Occasional glimpses of the landscape were rewarding, though: stunted evergreens, towering firs, lichen-covered granite boulders, thundering waterfalls. These were the real attraction; the scheduled stop for lunch — at a tacky, touristy “mining camp” fabricated for the express purpose of serving lunch and selling trinkets to bus tours — was completely forgettable.
We liked our stop in Carcross much better, despite the fact that it was only thirty minutes long. There’s not much to Carcross except for the general store, but it was stocked with items we hadn’t seen anywhere else (including cola balls — candy spheres, painted silver, that taste like cola once the chrome shell melts away).

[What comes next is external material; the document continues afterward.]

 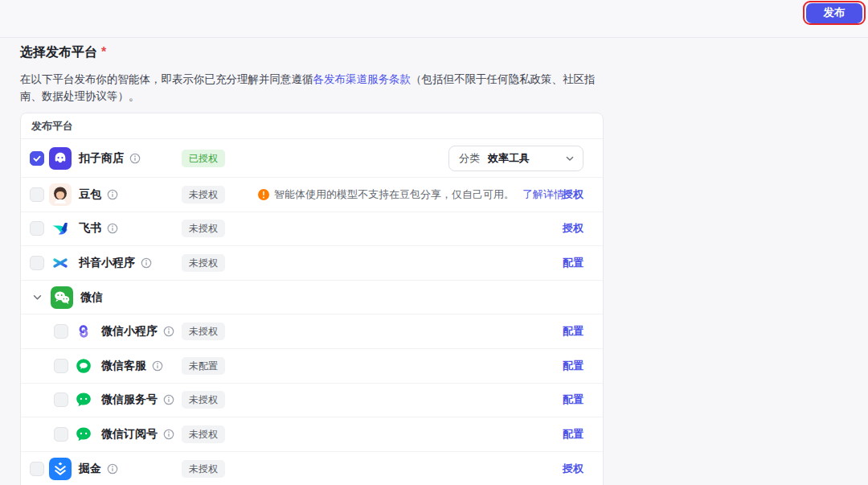 What do you see at coordinates (92, 298) in the screenshot?
I see `platform-label: 微信` at bounding box center [92, 298].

We also liked the narrow-gage train trip down from Summit back to Skagway. After a few minutes of blind travel, the fog finally lifted, treating us to dizzying views of plunging gorges and rain-swollen waterfalls.
Back in Skagway, we found great buys on hooded rain jackets (if only we’d shopped before departing this morning!) and stuffed animals for Chelsea. Skagway itself is pretty much one street — Broadway — lined with jewelry stores and t-shirt shops, but the recreated mining-era storefronts make shopping and strolling a pleasure.
Back on the ship, I dried out and wound down with a tall, cool Blue Coco Mojito: rum, fresh lime, crushed fresh mint and lots and lots of ice.